Evelyn Lear didn’t need an active singing career to delight those around her.
The long-retired, Brooklyn-born soprano, who died July 1 at age 86, had an all-too-short career as a lyric soprano with superb musical intelligence and considerable physical beauty. She set standards with her recordings of The Magic Flute, Wozzeck and Lulu, all on Deutsche Grammophon conducted by the formidable Karl Böhm. However, she never quite came back from a 1970s vocal crises, the evidence being the colorless, tentative singing in her 1976 recording of Der Rosenkavalier. She continued, often mezzo-soprano roles, more and more infrequently in the mid-1980s, ending with her hilarious portrayal of the alcoholic voice teacher Madame Dilly in a 1992 recording of On the Town.
But you knew that she hadn’t had enough. And neither had her American public, since her best years were spent singing in Europe. She continued putting out discs of private recordings on the VAI label. The late Opera News editor Robert Jacobson recalled how she phoned him the morning after a 1984 opening night of Strauss’ Intermezzo starring Elisabeth Söderström in a role that easily could’ve been Lear’s had she been in a better vocal state. She asked, somewhat sadly, “So…was Elisabeth divine?”

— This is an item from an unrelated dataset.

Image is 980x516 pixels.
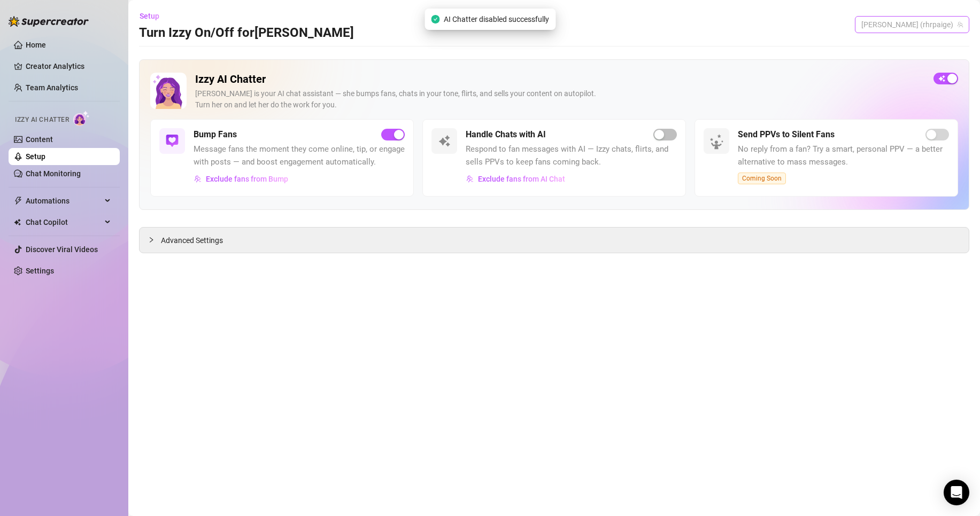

She admitted that her 51-year marriage the durable Wagnerian bass/baritone Thomas Stewart wasn’t at its happiest when the phone kept ringing for him – and not her. Still, theirs was one of the longest lasting marriages in the opera world. Like many couples, she said, they vowed to never go to bed angry with each other. Everything had to be talked out. And since he was a Wagnerian, those nights could go quite late. She also aided many young singers, watching their careers go meteoric – Lawrence Brownlee’s, for one – while she watched from the sidelines (which was her suburban Maryland home outside of Washington, D.C.).
But was she humbled? Not in the least.
“Oh but we can’t. We left the car in Maryland. We flew up here. We have no way to get to Princeton,” she said.
Wadsworth suggested New Jersey Transit.
As she told it, her voice dropped an octave and her words became staccato. “Stephen,” she explained, “I’m Evelyn Lear. I’m a diva.”
Do it anyway, he said.
What I would give to have seen Lear navigating the chaotic Penn Station.
“But we found our train and got on,” she recalled, “and there were all of these…these…people….”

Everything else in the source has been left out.